Pete, Carl, Gary, John: indie rock’s most chaotic band are now hoteliers one and all. And though you might suppose ‘hotel’ would be a euphemism for ‘squat’ – or something worse – The Albion Rooms turns out to be smart, fully-functioning, even the sort of place you might take your mum or dad on holiday to. So, to quote the obvious, how come THIS is what became of Camden Town’s likely lads?
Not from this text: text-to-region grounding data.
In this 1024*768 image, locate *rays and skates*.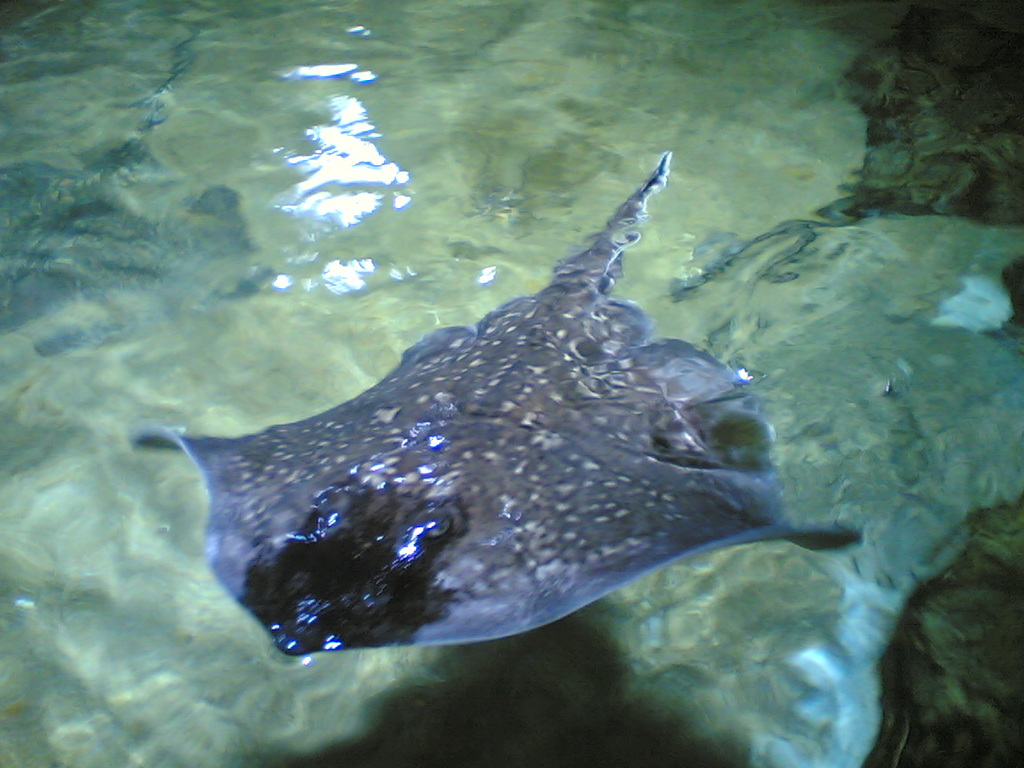
Bounding box: {"left": 126, "top": 152, "right": 861, "bottom": 659}.
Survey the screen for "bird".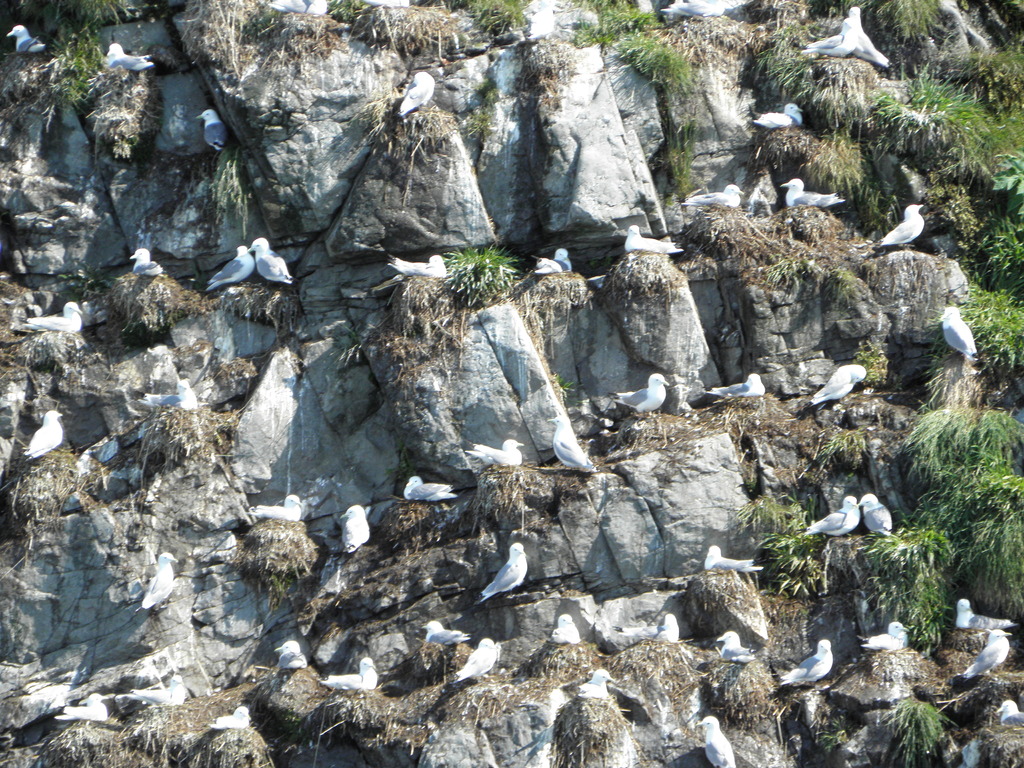
Survey found: {"x1": 686, "y1": 183, "x2": 751, "y2": 211}.
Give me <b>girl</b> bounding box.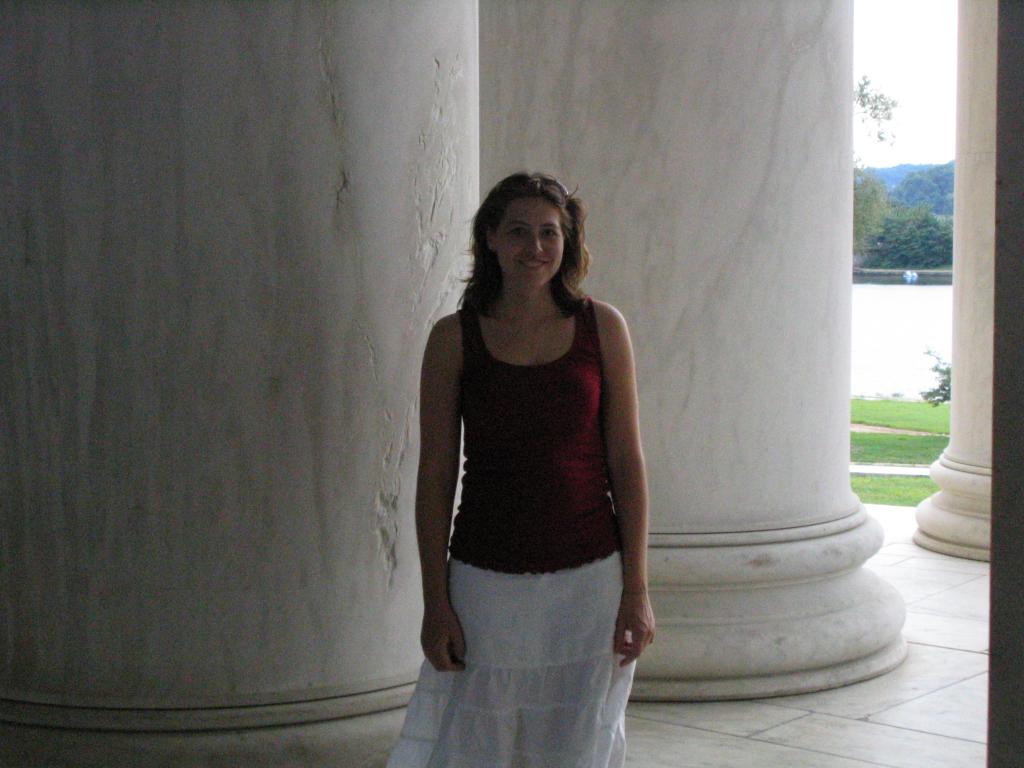
[x1=381, y1=168, x2=658, y2=767].
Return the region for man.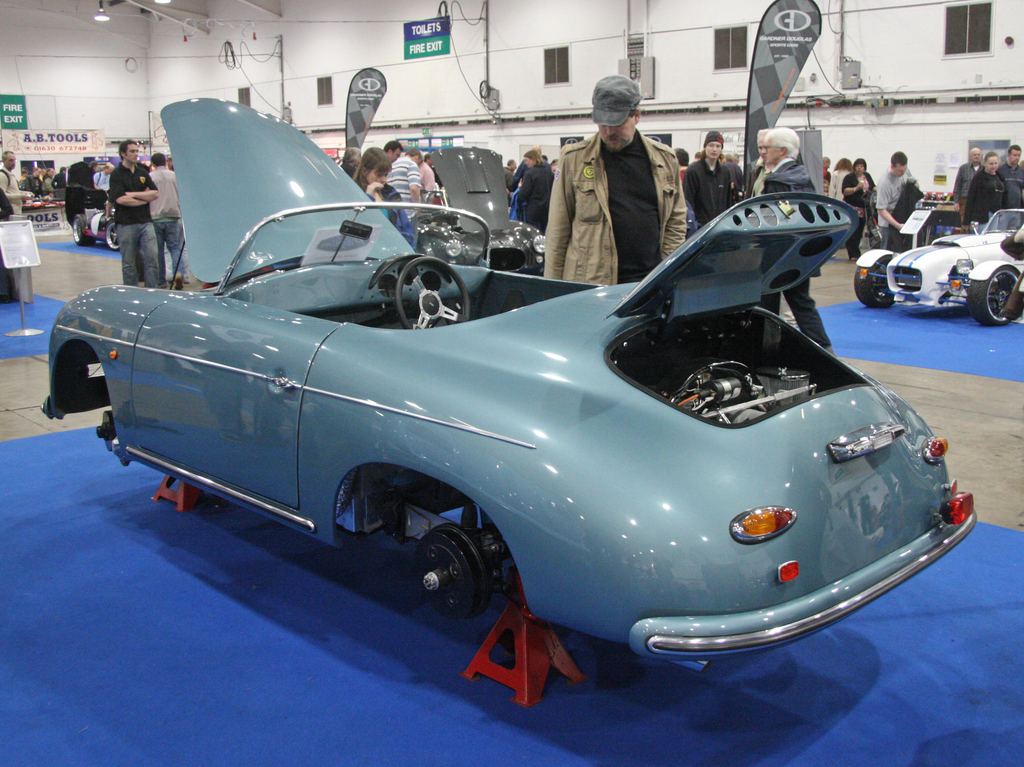
(x1=760, y1=123, x2=836, y2=360).
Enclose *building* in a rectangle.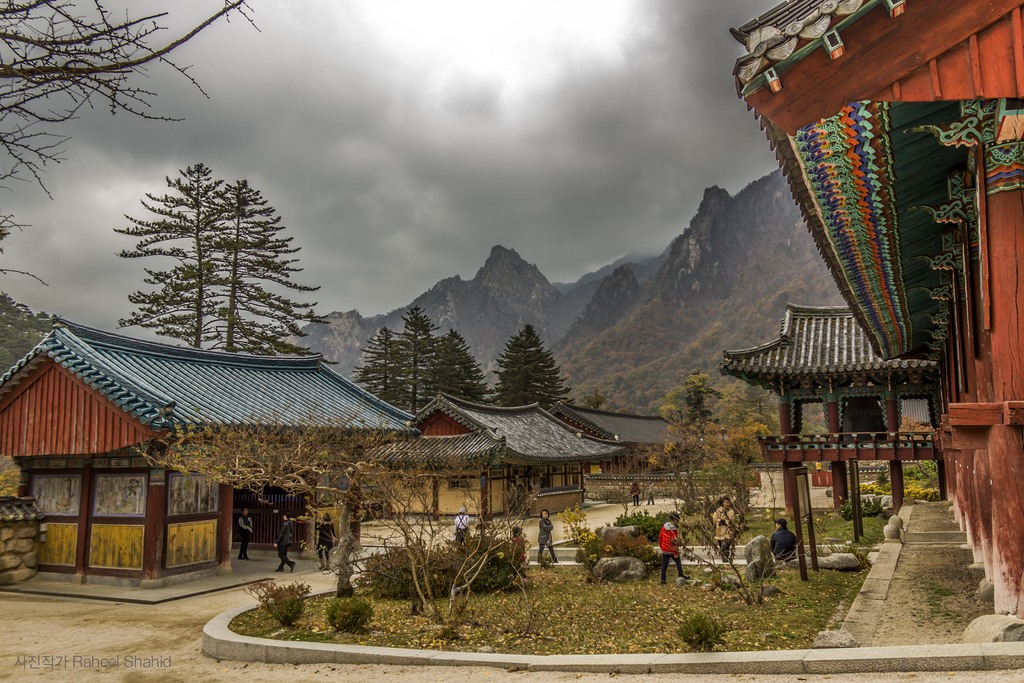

The restaurant and coffee shop spaceThe front room and restaurant space. Photograph: Jason Knott

It started with a record advance: rather than spunk it on time in someone else’s studio, the band decided to build their own. They bought this five-storey Victorian terrace, formerly a rundown B&B, for that purpose back in 2017. Since then, they’ve all lived here at one point or another. For a few months, Pete Doherty’s pack of huskies even occupied the now-swish dining room I’m eating my elderberry and sake trifle in.

Slowly, their plans turned grander – partly because they needed some money to offset the very expensive studio equipment installed out the back. The Albion Rooms would eventually become what co-frontman Carl Barât calls his ‘Warholian factory’: the studio, two bars and, yes, an upscale (and not very rock ’n’ roll) restaurant run by Joe Hill, a former head chef for Gordon Ramsay and Tom Aikens.

And then there are the hotel rooms, each of which Barât says ‘reflects the insides of our heads’. Mine is the chic, semi-gothic ‘Emily Dickinson’. ‘You’re lucky the walls don’t talk,’ Barât adds, as he pulls me a pint of their in-house IPA. ‘Peter spent a long time up there.’

The Emily DickinsonThe ‘Emily Dickinson’. Photograph: Jason Knott

He’s certainly made it his own. There are Victorian nudes on the walls, a surprising amount of gold lacquer and a battered typewriter belonging to the musician, who is now based in Normandy. There’s also a huge heart Doherty himself painted on the plaster, placed behind glass. The centrepiece, a super-king bed with brass embellishments, is probably the most opulent thing I’ve ever slept on.

The restaurant is superb, as good as you get in this fast-regenerating seaside town. The studio currently hosts friends of the Libs, Trampolene, audible from the corridors. And the basement bar, The Waste Land, is already a buzzing local hangout, with a packed events programme of poetry readings, live music and life-drawing classes (all currently on hold due to Covid).

After dinner, I meet a woman down here who recently moved to Margate after the collapse of an abusive relationship. ‘Every friend I’ve made in this town has been through this place,’ she says. ‘It’s changed my life.’

In opening a boutique hotel and fine-dining restaurant, you might argue The Libertines have lost a great deal of their authenticity. The free-flowing booze and friendships being forged in the basement suggest otherwise.

Rooms at the Albion Rooms start from £115 a night.